On their current album, Road Movies, Minibar have created a sound that both derives from and produces a distinctly at-home ambiance. The folksy ways of this London-cum-California outfit have a belly-warming zeal; musically it’s straightforward and lyrically it’s honest. All in all, this collection of songs is a hearty aural stew, savory and good to the last drop.


Take “Sheer Volume of Traffic” as a microcosm of the album’s world. After a wash of mid-tempo and slower numbers comes this languid, watery ballad. It opens with a cool interlude, then Simon Petty’s voice sails in, almost naked:


“We’re all worried about / What’s up ahead / Are there fire engines / Are there people dead? / Are there lights and sirens? / Are there banks of fog? / Are there filter systems / Are there acts of god?”


This inert yet panicked state extends back into the narrator’s own life, as he worries about his own relationships, future, and actions. It’s a beautiful, emblematic example of the easy segue between concern for others and concern for the self, woven into a tapestry of unhurried guitars, deliberative bass, and faraway drums.

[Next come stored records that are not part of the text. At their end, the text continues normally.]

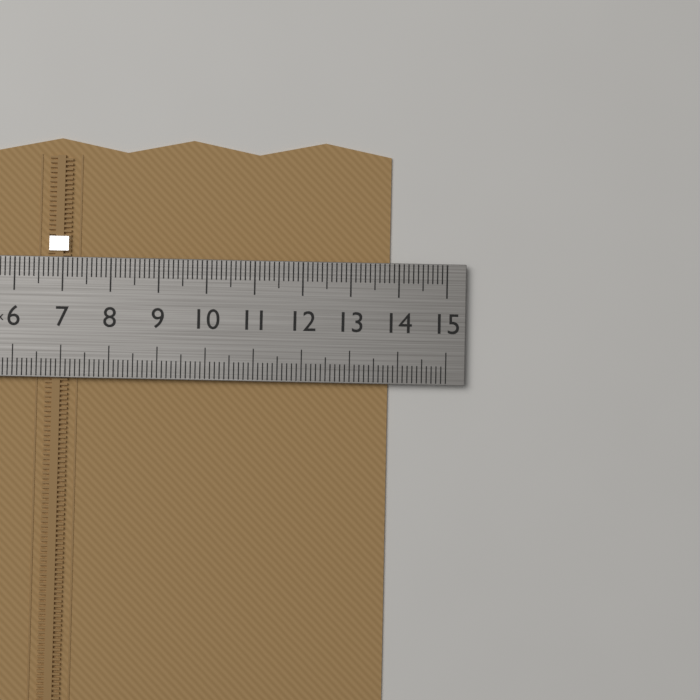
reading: 13.8 cm
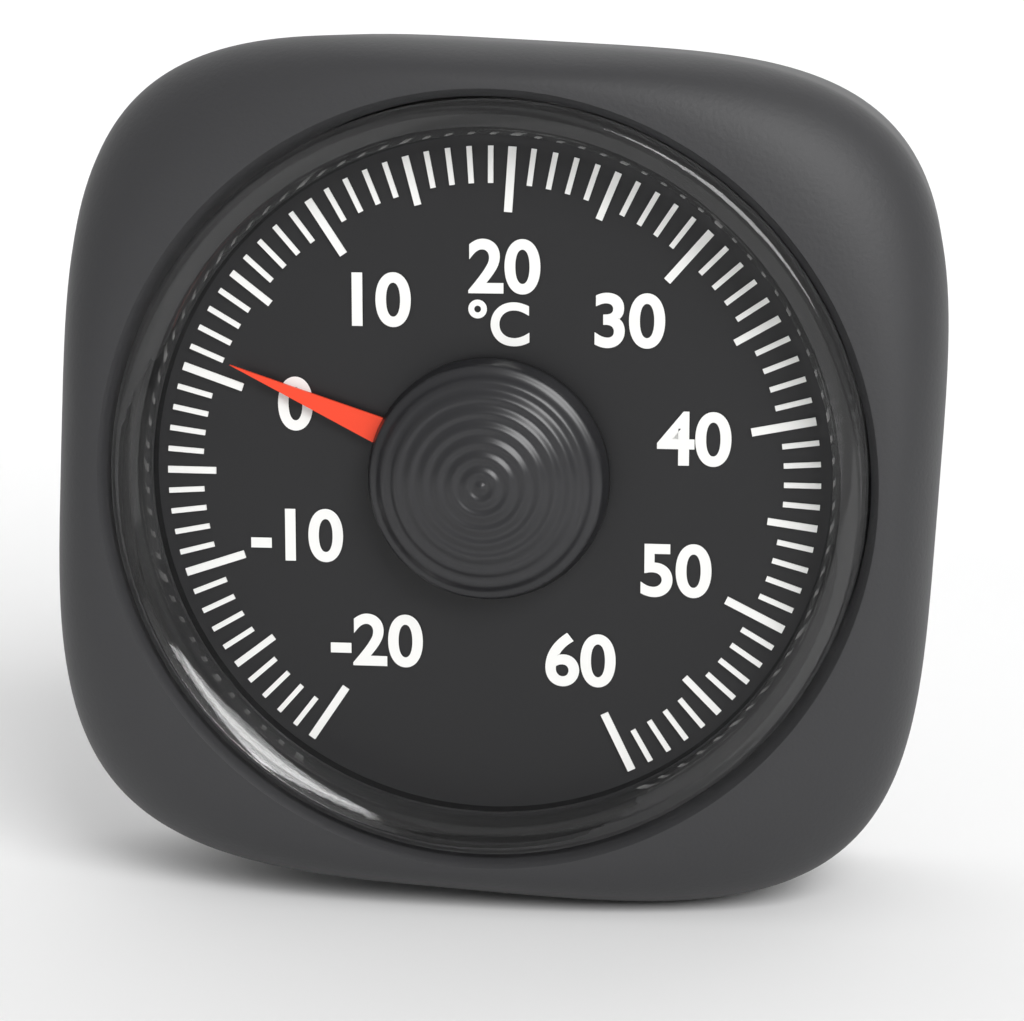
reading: 1 °C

But this magic starts much earlier, with the full and lush first track, “Holiday from Myself”, a wrangling number that sets up, thematically, both the sound and the plot of the record. This self-reflexive speculation is spelled out here—“I think I need a holiday from myself / I need some time away from me / I’m worried about my health / And I seem to be bad company”—and the simple, tight guitar and backgrounding bass and drums almost sound like a solo jam session.


Just about every track is a highlight. Indeed, this is the kind of album where there’s no point in deciding on a favorite track, because it will change with every listen, every mood. The songs are sweet and trusty, deep and contemplative, neurotic and troubled; you come to know them as you do your most intimate friends. Through the observations, hypotheses, and disassociations, Minibar artfully tell stories that could easily be your own—stories of here and there, of give and take, of what could be and what probably shouldn’t have been. With the sincerity of Elliot Smith and the spirit of the Wallflowers or Wilco, they are a balm, a panacea, a cure for pain. And, most certainly, a message from home.